(Pictured: Phoebe Bridgers.)
(Before we begin: I am humbled by the comments I have received both here and on social media regarding my latest podcast episode. I’m glad it struck a chord with so many people.)
At our house, Thanksgiving is not a mere speed bump on the way to Christmas. We do not bust out the Christmas music until the day after Thanksgiving.
Not everyone does this, of course. Radio stations across the country started switching to all-Christmas in early November, and in lots of markets (Madison is one of them), there’s more than one. Stations have found that Christmas music provides a reliable ratings boost, and this year, that boost is liable to be bigger than ever. Remember last spring, when people put their Christmas trees back up, cable channels ran Christmas movies, and a few radio stations played Christmas music for a while? If people were thirsty for holiday diversion in the early days of the pandemic, that thirst is likely to be even greater after a few months of it.
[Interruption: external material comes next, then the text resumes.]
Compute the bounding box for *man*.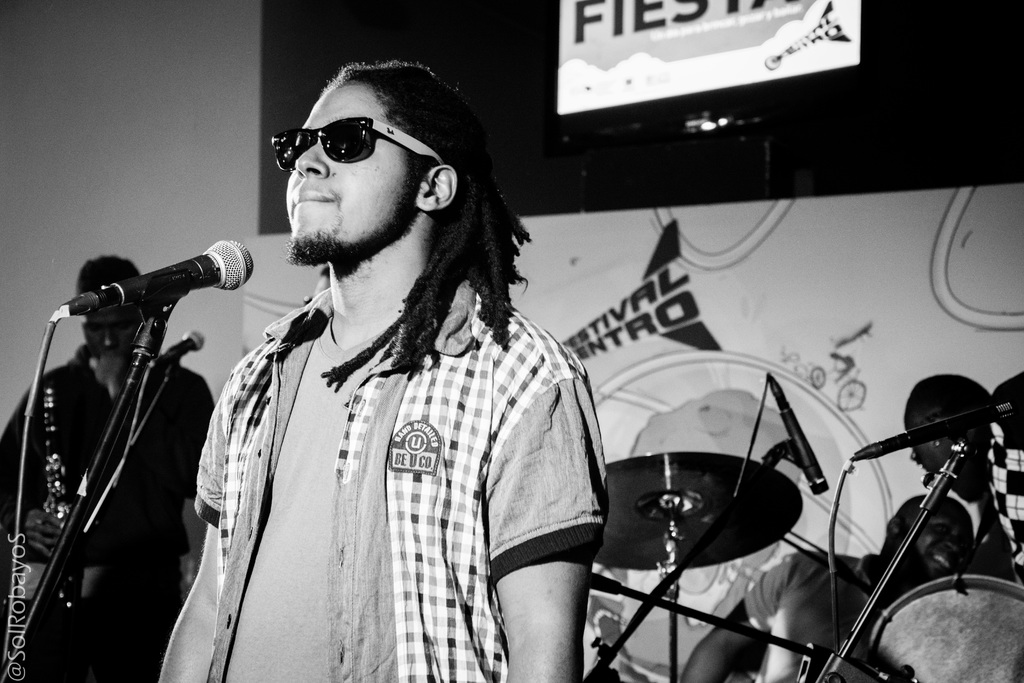
left=170, top=55, right=623, bottom=682.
In the runup to Thanksgiving we do, however, keep an eye and ear out for music we might want to listen to once the season arrives. And like almost everybody else, we end up listening mostly to music we have listened to before.
—Earlier this year, Chicago’s Mighty Blue Kings were preparing to start playing live again after several years of hibernation, and then the pandemic intervened. They did, however, remaster and reissue their Christmas album, released in 2000. It’s one of the albums we listen to most often around here every Christmas, and it’s the best thing the band ever did, featuring their fabulous version of the William Bell/Booker T. Jones composition “Every Day Will Be Like a Holiday.”
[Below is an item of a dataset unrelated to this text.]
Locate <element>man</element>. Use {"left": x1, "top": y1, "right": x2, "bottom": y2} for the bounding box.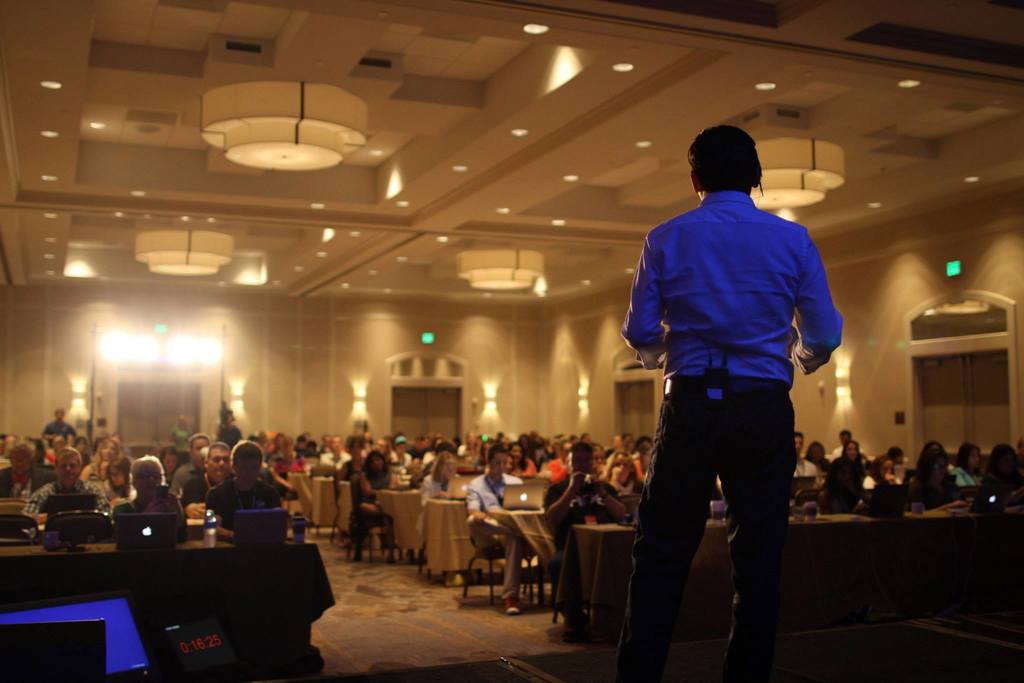
{"left": 200, "top": 437, "right": 285, "bottom": 537}.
—The 1963 album A Christmas Gift to You From Phil Spector has been a part of my holiday music collection practically from the start: it will be 50 years this Christmas since I first heard selections from it on the old WLS Holiday Festival of Music. Legacy Recordings has done new animated videos for a couple of the songs. The Ronettes’ “Sleigh Ride” is charming, and I’m not gonna lie, it got a little dusty in the office while I watched Darlene Love’s “Christmas (Baby Please Come Home).”
—At the end of 1973, a year in which America’s future started to look wobbly and bleak, Merle Haggard recorded a song about hard times called “If We Make It Through December,” which did a month at #1 on the Billboard country chart and crossed over to pop. When Haggard died in 2016, I wrote:
Saturday night is not always a party. Sunday morning does not always bring redemption. We are not destined to win all the time, in love or in anything else. Country music—any form of art, really—is lying to us if it fails to acknowledge all that. In truth, the only thing we know for sure is that we’re gonna have to deal with some shit. Maybe times will get better, and maybe they won’t. Maybe there will be a happy ending, and maybe there won’t.
And now here we are, facing another December not unlike the one in 1973. This time, we are not looking at recession and inflation and energy shortages. This time, every American is being stalked by a potentially deadly disease in a country whose leaders have been mostly unable to rise to the moment. The worst of them are stupidly encouraging behaviors that will cause people to get sick and/or die, or to lose their livelihoods, unnecessarily. Until January 20, our president is a petulant child, enabled by a political party that has stopped believing in democracy. There’s new, more competent leadership on the horizon, and a coronavirus vaccine too, but right now, they’re just promises. Maybe times will get better, and maybe they won’t. Maybe there will be a happy ending, and maybe there won’t.
Not since 1973 has there been a more appropriate time for a revival of “If We Make It Through December.” Singer/songwriter Phoebe Bridgers, nominated for the Best New Artist Grammy just last week, has put her own spin on the song. It’s part of a four-song Christmas EP that also includes her update of Simon and Garfunkel’s “Seven O’Clock News/Silent Night” with Fiona Apple and Matt Berninger of the National, which was first released last year. You won’t know how much you needed it until you listen to it.
If we make it through December
Got plans to be in a warmer town come summertime . . . .
If we make it through December, we’ll be fine
All strong holiday listening choices, JB. Allow me to recommend another (though I imagine you’re already aware):
LOVE this song though I came to it in reverse through a Robbie Robertson solo version that I also LOVE on a 1995 CD titled Winter, Fire & Snow which led me to a different Robertson solo version on the Scrooged soundtrack from 1988 which I don’t really care for.
The Ventures Christmas Album is a perennial at our house. It’s inventive and happy.
The Ventures’ Christmas, a true classic. I recently solved a riddle. The “gimmick” of the album is leading the tunes off with a familiar bit of a recent hit song and then launching into the Christmas carol at hand. Well the intro to “Silver Bells” always stumped me. I thought it was “You Wouldn’t Listen” by the Ides of March. Nope, later found out it was something even more obscure, “Only the Young,” by The Champs, written by Jimmy Seals in his days with that band.
It was cut by Chad and Jeremy as “Only For the Young” and Rick Nelson did a vocal version of it on an LP with lyrics by Pat Boone (!).